Monday, February 09, 2009
Probably not. According to some studies, as many as two-thirds of UK companies have banned online social networking during the working day. It is seen as time-wasting, a breeder of gossip, and a security concern.
This type of knee-jerk reaction is understandable, and it happens every time new technology enters the workplace. But it is also dead wrong. Research has uncovered an important correlation between commitment to a job and social interaction at work. “Work hard, play hard” has been the mantra of Silicon Valley start-ups for years, but it takes on new meaning in today’s workplace. Not only are the media for social interaction changing, we also have a new generation of employees – so-called Generation Y – with new expectations about work.
Think about what we really mean by “work hard, play hard”: if your employees take a “social networking” slice out of their work day, does that mean the “value-adding” work slice becomes smaller? Or does it help to grow the size of the pie? I would argue that it is the latter – if people are allowed to interact socially at work, they are likely to engage more fully, and for longer, than those who are not.
And the pie grows in three ways. First, by condoning play at work, you change the psychological contract. The message becomes: “I trust you to do the right thing, and I will evaluate you on your outputs, not on your inputs.” Staff will appreciate the space you give them, and will likely repay your trust with more creative, thoughtful results.
Second, the more your employees engage in social networking at work, the more the boundary between work and home blurs. Some people keep the more creative or playful parts of their personalities hidden at work. Others, often working in start-ups or for themselves, are happy to interweave their home and work lives. They bring their whole selves to work, and they put in the effort needed to get the job done.
Third, the emergence of a new technology typically has far-reaching, unpredictable consequences. For example, paging technology, originally invented to alert doctors to emergencies, spawned an entirely new form of social interaction: text-messaging. Online networking may look like an enjoyable waste of time today, but it may well inspire new and productive ways of working.
One company taking the potential of social networking seriously is London-based You at Work, which sells flexible benefits services. Because its systems are entirely online, the firm has a real interest in figuring out how to make computer-based systems more interactive and valuable. People spend a lot of time “using Facebook and YouTube”, says CEO Bruce Rayner. “We thought: is there a way to harness some of that energy to increase employee engagement?” he explains.
This led to a new offering that incorporates Web 2.0 alongside the employee benefits platform. The software allows users to access online social groups, such as sports/social club communities, instant messaging and discussion forums. Other applications in the works include a talent management system and a best-practice sharing network.
Such systems allow companies to provide Web 2.0 capabilities that they can control. The bigger challenge is cultural – managers have to overcome prejudices about social networking and other apparently frivolous activities. And that will take time.
Source:
News from the LBS Management Innovation Lab
Julian Birkinshaw
Publication date: 30 October 2008
Source: People Management magazine
Page: 46
- James Keen (You at Work)
- 2/20/2009 09:03
Facebook and other social sites banned by many bosses
Australian bosses are more straitlaced than their European counterparts when it comes to allowing access to social networking websites.
An online survey of 1000 Australian employees found 55 per cent said their boss had banned sites such as Facebook and MySpace. This compared with similar bans on 20 per cent of workers in Britain, 12 per cent in France, 11 per cent in Spain, 10 per cent in Germany and 6 per cent in Italy. The online poll, by 3 Mobile Australia last October, also found the clampdown had led keen social networkers to use subterfuge.
Almost one in three (28 per cent) hid their screen from their boss so they could network undetected; almost one-in-four 18-to-24-year-olds said they shirked extra work to make time for social networking; and 17 per cent skipped lunch to justify work time spent networking. A big majority (66 per cent) believed Facebook was for work as well as play and accepted work colleagues' "friends requests".
Social network commentator and blogger Laurel Papworth said companies were banning sites such as Facebook for the wrong reason. "They're confusing the 'social' in social network with 'party'," she said. "It's really a 'society' network made up of friends, family but also vendors, clients, colleagues, industry experts, leading thinkers and mentors."
Ms Papworth said social networking was not "skiving". "The use of social networks in the workplace is a reality and the best and brightest businesses will benefit from harnessing the potential of an ambitious, hyper-connected workforce," she said.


Return every line of the records that includes the string "JSON".

DATA PROVIDED below:

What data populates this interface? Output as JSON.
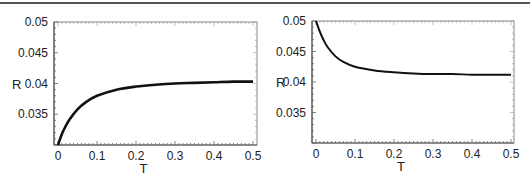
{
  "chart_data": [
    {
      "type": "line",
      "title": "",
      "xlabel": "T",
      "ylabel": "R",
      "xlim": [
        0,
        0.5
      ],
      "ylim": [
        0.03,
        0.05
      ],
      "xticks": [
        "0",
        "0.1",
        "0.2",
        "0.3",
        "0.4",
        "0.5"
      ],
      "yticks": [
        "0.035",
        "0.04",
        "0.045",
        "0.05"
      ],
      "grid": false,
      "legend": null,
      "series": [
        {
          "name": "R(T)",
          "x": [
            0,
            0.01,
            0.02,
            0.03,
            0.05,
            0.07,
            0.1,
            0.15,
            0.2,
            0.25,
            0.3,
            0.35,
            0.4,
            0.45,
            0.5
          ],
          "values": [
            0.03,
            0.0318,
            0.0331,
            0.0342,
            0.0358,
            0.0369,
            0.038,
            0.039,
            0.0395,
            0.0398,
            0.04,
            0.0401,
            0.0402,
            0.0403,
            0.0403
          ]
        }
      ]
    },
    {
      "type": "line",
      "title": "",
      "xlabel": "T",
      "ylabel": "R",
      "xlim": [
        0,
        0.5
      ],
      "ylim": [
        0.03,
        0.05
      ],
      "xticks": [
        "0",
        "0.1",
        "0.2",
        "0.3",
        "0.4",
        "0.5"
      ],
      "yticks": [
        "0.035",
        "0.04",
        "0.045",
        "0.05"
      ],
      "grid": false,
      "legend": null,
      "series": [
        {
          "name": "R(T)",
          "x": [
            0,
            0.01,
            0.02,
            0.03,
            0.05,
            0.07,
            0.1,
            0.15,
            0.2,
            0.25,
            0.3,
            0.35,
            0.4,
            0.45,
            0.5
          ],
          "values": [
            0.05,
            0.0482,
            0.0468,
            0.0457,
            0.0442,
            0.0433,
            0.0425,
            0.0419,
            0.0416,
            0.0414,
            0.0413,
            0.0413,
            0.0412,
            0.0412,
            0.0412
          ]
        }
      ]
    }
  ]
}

End of DATA PROVIDED.
DATA PROVIDED below:

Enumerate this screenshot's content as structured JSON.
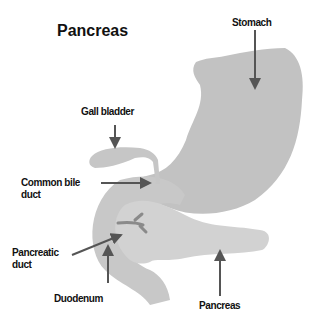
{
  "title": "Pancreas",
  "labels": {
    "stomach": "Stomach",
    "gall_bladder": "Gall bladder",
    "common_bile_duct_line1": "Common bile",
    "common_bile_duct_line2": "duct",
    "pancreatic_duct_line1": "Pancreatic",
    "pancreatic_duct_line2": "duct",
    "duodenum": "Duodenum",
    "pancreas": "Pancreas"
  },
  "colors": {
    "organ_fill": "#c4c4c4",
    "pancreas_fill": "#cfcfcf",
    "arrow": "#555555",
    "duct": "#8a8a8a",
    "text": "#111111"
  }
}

End of DATA PROVIDED.

* [SOLUTION TO THIS PROBLEM]
What data populates this interface? Output as JSON.
Enumerate this screenshot's content as structured JSON.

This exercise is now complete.